Adam Curtis graciously declines to acknowledge that the least articulate interviewer he ever met was Tim Heidecker. Curtis (≈30:52):
The thing that… makes me shocked is the way that liberals in America are constantly insulting the people who voted for Donald Trump. They call them stupid and ignorant. They’re not stupid and ignorant! They’re frightened, lonely, isolated people who felt that the political system had completely ignored them and gave them no sense of any future. Then someone came along… and gave them a button, and that button simply said on it FUCK OFF, and they pressed that button….
And to turn ’round to those people and just say they’re stupid and ignorant makes it worse. That’s the reason why they voted for Donald Trump – because you say they’re stupid. They know you don’t respect them. And if you ever want to challenge Donald Trump’s power, you’ve got to go and reconnect with those people.
And they may be racist. But so what? Politics is about making all kinds of allowances, not necessarily with people who you believe are good, but actually who you think you can help and change and transform with really good ideas. At the moment… you just despise those people. And when people despise other people, it’s always out of fear. And I think the liberals are frightened of those people. […]
If people have voted for someone you really don’t like, go and find out why they did. Don’t make presumptions. Just go and find out…. Because if you’re ever going to change the world, you’ve got to ally with those people. […]
Maybe [they were “misinformed”]. But so what? I mean, why are they more “misinformed” than the people who thought that Hillary Clinton was bound to win? I mean, I would have thought the most gross piece of misinformation was the endless assumption from op-ed commentators, from economists, from political thinktanks, and from the pollsters, which led the very opposite of [the people I was just talking about] to believe that Hillary Clinton was going to win. Wasn’t that gross misinformation, gross stupidity? […]
What you have to do is have a generosity of imagination and find out what other people feel, and that includes going to talk to people who are racist and understanding where their racism comes from.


● **Brief**
Search the entries for the word "chart" and pull out each line that has it.

** Material shown follows **

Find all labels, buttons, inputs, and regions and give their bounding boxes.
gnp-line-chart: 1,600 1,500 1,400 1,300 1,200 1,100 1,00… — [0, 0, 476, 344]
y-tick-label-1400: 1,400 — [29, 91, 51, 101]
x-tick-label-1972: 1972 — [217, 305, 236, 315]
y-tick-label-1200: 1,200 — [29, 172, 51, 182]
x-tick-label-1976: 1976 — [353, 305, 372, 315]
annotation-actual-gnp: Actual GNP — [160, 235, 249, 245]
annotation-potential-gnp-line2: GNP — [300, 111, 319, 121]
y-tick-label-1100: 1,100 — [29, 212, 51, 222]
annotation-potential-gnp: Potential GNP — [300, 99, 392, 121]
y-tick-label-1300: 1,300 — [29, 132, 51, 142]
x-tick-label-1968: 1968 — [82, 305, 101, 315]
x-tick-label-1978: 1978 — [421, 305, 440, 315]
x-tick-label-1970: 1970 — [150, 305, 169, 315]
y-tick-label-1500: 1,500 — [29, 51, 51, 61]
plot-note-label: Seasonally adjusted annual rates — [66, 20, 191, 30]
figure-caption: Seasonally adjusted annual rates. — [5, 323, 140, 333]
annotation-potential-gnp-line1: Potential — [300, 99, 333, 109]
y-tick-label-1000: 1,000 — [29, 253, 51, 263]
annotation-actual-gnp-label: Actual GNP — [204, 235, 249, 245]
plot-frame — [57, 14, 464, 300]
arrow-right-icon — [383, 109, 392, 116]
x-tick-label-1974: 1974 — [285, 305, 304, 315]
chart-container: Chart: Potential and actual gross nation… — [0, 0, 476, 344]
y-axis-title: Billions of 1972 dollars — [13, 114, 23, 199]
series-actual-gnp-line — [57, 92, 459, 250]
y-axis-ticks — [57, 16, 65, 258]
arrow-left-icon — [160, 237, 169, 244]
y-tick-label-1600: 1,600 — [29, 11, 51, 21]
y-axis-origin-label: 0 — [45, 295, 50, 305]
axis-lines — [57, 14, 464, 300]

** End of Material shown **
** Material shown follows **

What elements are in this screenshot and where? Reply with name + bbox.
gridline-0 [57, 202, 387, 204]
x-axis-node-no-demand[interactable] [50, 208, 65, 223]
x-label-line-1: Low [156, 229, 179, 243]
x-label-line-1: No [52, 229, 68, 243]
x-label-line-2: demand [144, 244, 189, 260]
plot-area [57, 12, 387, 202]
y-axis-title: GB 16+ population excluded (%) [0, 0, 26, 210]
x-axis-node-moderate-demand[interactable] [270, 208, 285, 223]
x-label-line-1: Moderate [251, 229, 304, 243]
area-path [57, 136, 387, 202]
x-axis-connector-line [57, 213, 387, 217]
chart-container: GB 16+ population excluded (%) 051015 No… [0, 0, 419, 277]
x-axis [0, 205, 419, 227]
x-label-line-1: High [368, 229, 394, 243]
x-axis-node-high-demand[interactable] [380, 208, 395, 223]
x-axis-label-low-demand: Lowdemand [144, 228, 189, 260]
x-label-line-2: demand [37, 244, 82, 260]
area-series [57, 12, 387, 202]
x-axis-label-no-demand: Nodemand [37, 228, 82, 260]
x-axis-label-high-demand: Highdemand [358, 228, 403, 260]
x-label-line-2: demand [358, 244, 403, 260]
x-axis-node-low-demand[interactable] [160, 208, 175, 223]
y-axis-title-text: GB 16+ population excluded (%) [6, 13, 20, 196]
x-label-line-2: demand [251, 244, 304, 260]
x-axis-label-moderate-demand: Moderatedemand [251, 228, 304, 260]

** End of Material shown **
** Material shown follows **

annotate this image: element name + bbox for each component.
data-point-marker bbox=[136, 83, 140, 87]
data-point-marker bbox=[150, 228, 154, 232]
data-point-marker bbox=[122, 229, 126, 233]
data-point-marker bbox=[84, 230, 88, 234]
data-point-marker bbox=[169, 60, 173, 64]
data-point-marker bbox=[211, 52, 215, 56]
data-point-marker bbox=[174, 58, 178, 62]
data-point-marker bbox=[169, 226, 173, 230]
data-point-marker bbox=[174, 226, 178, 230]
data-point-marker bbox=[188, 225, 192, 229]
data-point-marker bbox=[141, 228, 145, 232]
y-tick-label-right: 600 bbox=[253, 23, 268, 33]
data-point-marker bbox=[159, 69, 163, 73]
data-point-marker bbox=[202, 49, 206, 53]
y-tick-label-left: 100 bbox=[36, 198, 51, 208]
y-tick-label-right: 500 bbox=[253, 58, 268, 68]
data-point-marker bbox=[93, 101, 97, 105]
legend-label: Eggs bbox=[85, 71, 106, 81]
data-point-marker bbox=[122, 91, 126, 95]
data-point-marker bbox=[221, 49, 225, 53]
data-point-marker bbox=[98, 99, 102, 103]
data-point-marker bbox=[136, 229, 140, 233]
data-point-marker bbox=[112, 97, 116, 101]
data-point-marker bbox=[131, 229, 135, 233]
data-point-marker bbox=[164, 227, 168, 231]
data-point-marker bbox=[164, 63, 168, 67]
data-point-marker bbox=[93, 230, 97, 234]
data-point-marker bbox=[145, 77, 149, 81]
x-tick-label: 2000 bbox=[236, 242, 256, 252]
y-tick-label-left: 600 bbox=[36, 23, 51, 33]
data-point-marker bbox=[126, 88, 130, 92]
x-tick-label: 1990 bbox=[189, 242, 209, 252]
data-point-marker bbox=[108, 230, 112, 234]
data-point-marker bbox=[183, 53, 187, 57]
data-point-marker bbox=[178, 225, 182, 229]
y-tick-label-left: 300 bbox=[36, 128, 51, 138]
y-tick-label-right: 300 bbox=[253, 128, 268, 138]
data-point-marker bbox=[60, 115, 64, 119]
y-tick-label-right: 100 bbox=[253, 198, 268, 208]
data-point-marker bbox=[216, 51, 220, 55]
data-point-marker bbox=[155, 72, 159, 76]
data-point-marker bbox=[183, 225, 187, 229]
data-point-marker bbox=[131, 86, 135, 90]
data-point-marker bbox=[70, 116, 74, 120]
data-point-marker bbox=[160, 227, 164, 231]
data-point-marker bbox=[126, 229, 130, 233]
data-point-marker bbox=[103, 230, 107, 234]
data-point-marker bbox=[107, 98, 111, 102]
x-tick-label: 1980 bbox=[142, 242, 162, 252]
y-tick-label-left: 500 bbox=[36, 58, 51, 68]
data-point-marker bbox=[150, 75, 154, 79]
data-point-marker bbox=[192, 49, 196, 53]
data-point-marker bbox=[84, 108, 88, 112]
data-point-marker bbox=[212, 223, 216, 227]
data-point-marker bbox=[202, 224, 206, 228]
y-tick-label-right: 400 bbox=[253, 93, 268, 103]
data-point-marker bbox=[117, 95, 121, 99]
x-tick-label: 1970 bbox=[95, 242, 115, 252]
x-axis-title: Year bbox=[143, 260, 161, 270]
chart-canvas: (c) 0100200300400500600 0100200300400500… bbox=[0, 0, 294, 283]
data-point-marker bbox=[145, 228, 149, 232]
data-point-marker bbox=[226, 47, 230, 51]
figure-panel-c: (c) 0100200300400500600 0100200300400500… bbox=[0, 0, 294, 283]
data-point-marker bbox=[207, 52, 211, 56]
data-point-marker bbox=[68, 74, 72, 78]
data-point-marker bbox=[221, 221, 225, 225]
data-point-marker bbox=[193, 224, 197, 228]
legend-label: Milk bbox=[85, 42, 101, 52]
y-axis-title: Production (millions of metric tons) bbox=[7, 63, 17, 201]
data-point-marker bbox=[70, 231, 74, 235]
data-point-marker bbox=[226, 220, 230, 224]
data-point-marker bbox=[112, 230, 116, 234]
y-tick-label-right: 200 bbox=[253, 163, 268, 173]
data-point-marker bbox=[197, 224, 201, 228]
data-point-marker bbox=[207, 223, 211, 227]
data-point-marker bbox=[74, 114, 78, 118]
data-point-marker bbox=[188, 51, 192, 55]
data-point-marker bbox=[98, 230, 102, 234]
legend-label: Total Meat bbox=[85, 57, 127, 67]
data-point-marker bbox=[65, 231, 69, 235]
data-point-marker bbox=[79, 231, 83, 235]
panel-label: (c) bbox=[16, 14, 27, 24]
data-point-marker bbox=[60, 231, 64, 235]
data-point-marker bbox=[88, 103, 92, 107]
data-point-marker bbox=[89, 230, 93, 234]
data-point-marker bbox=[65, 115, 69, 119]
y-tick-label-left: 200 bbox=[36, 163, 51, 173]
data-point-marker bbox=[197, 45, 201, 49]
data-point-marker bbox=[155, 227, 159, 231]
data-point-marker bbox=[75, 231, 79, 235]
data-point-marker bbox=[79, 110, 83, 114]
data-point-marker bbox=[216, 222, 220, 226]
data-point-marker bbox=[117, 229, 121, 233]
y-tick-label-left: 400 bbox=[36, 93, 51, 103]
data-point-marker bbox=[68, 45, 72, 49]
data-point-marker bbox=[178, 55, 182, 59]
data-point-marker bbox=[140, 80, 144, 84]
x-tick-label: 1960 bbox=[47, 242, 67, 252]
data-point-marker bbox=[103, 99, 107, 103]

** End of Material shown **

● **Solution to this task**
gnp-line-chart: 1,600 1,500 1,400 1,300 1,200 1,100 1,00… — [0, 0, 476, 344]
chart-container: Chart: Potential and actual gross nation… — [0, 0, 476, 344]
chart-container: GB 16+ population excluded (%) 051015 No… [0, 0, 419, 277]
chart-canvas: (c) 0100200300400500600 0100200300400500… bbox=[0, 0, 294, 283]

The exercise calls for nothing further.